Preface

Perhaps like many authors, I have written this as much for myself as I have to communicate my ideas to others. For me writing has often been a way to clarify my own thinking or to make sense of a difficult issue with which I am wrestling. Dialogue fits well into my category of difficult issues.

I have been struck by the enthusiasm people express for dialogue. Over the last few years dialogue groups have formed around the country and dialogue seminars have sprung up. The term “dialogue” is now frequently heard when the speaker wants to convey that the discussion will be in greater depth or will be more real than usual. Yet, as I listen to conversations between organizational members or sit in meetings in organizations, I hear very little that I would call dialogue going on. It is the near absence of something we seem to find so appealing that perplexes me. Is it that we lack the skills to have a dialogue? Do we need more training courses in listening or communication? Or do we already know how to dialogue but are constrained by the organizations in which we function so that we are unable to do what we know how to do? I have resided on both sides of that quandary.

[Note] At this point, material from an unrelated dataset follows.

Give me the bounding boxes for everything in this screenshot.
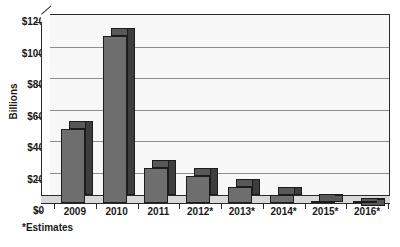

On the “we lack the necessary skills” side, I have given courses that teach Argyris’ Model II skills for many years at the university. Although the skills are difficult to learn and can, at times, be very frustrating, these courses are, without doubt, the ones my students say they find most valuable. They learn a set of skills that they say impact not only their work life, but their personal life as well. I have been intrigued by the way change happens in those learners. They make a significant change not when they have mastered the technique, which can take up to a year, but when they have internalized the values represented in the technique. The skills themselves are like a door that allows them to reach the values.

On the side of “it’s the situation that constrains us,” for many years I led Great Books discussion groups. We didn’t teach skills in how to dialogue in Great Books, but there were some strict rules we followed in those discussions such as: no one could talk unless he or she had read the book we were discussing; no one could reference an outside authority, we all spoke only from our own understanding of what we had read; the leader, who framed the questions under discussion, was limited to asking questions for which she truly had no answer herself. Those rules, and others, created the conditions which allowed a rich and meaningful dialogue to take place.

Having experienced both sides of the conundrum without finding a satisfying resolution, I have returned to many of the theorists who have influenced my thinking about dialogue to look for answers. As you will read, what I have come away with is a reframing of the issue that is based more in the way we relate to each other than with either our skill level or the conditions under which we employ them.